Judging by the number of Lost Pet signs that litter the entrance road to the big housing developments in my area, I'd say this is the most likely explanation for most of the stories.
It tugs the heart strings (awwww, kitty came home) and hints at the supernatural/unknown, so the one in a million that make it get reported.
"Cat failed to learn road crossing skills in time" and "Cat got adopted by family in housing development five miles west" don't make good movies.
I would also guess that the majority of "lost cats" are squashed, and either merged with the roadside or shoveled up before the kiddies can see them. Of course, some just do get lost in some way. In addition to my "cat came back" story above, my mom had a cat that disappeared and turned up weeks later, nearly starved to death, inside a nearby house that had been under construction. He had wandered in just before the builders closed up the house while awaiting materials or something. Cats are very tough and tenacious little beasts.
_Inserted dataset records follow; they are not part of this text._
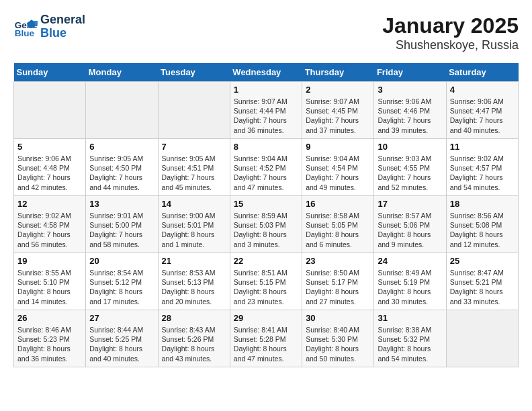  Describe the element at coordinates (482, 168) in the screenshot. I see `calendar-day: 11Sunrise: 9:02 AM Sunset: 4:57 PM Dayli…` at that location. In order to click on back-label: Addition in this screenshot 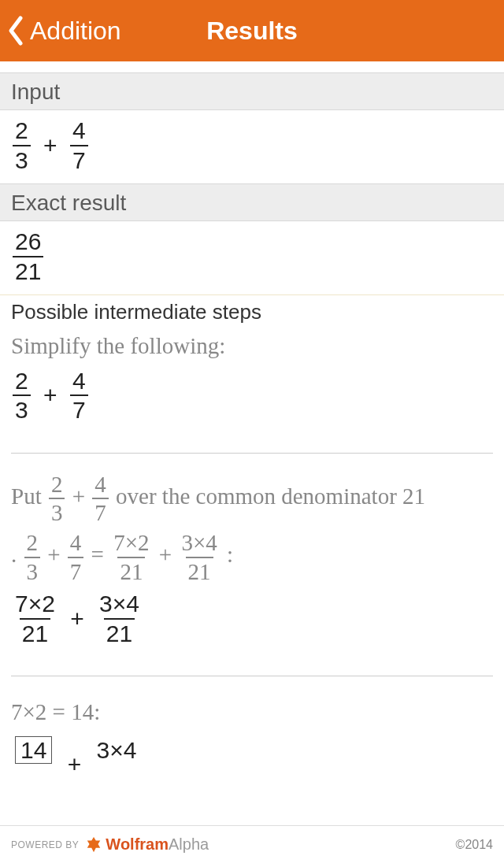, I will do `click(76, 31)`. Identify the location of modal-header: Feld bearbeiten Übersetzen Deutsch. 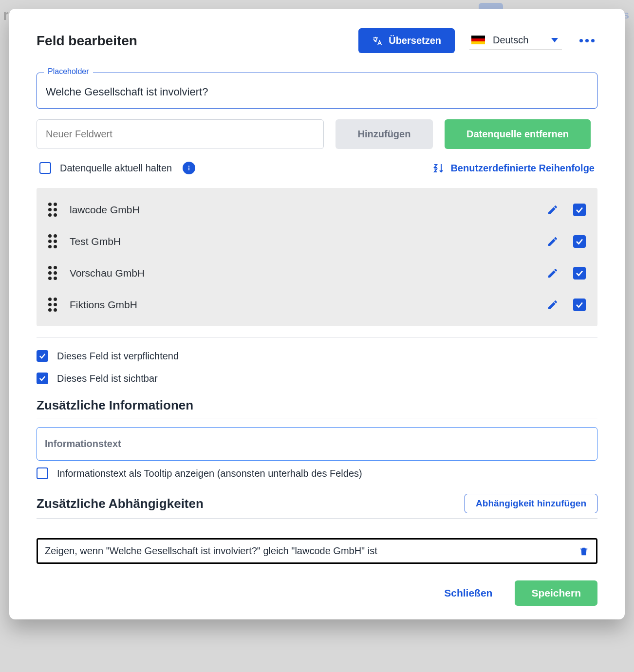
(317, 41).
Cats also vary enormously in their survival skills. I live out in the country, with no cat of my own, but a big pest-filled old barn, which all the neighborhood cats frequent. I can't recall how many squished cat bodies have appeared in front of my place over the last 20 years, but it's pretty clear from that and the changing population that some of them just don't have what it takes. On the other hand, one grizzled old puss came around for years without risk, despite living a quarter mile down the road. Nearly every day we would see him hunting around, often heading home with mouse in mouth, safely crossing the road through the culvert, until he became too old to make the trip, and eventually died of old age.
I have yet
another lost cat story, from my ex wife. She grew up in Switzerland, where I guess people think differently about such things. They had a cat, which "disappeared." Some time later, she was rummaging in her parents' closet, as kids often do, and found the cat's pelt, nicely preserved. There does seem to be more than one way to skin a cat.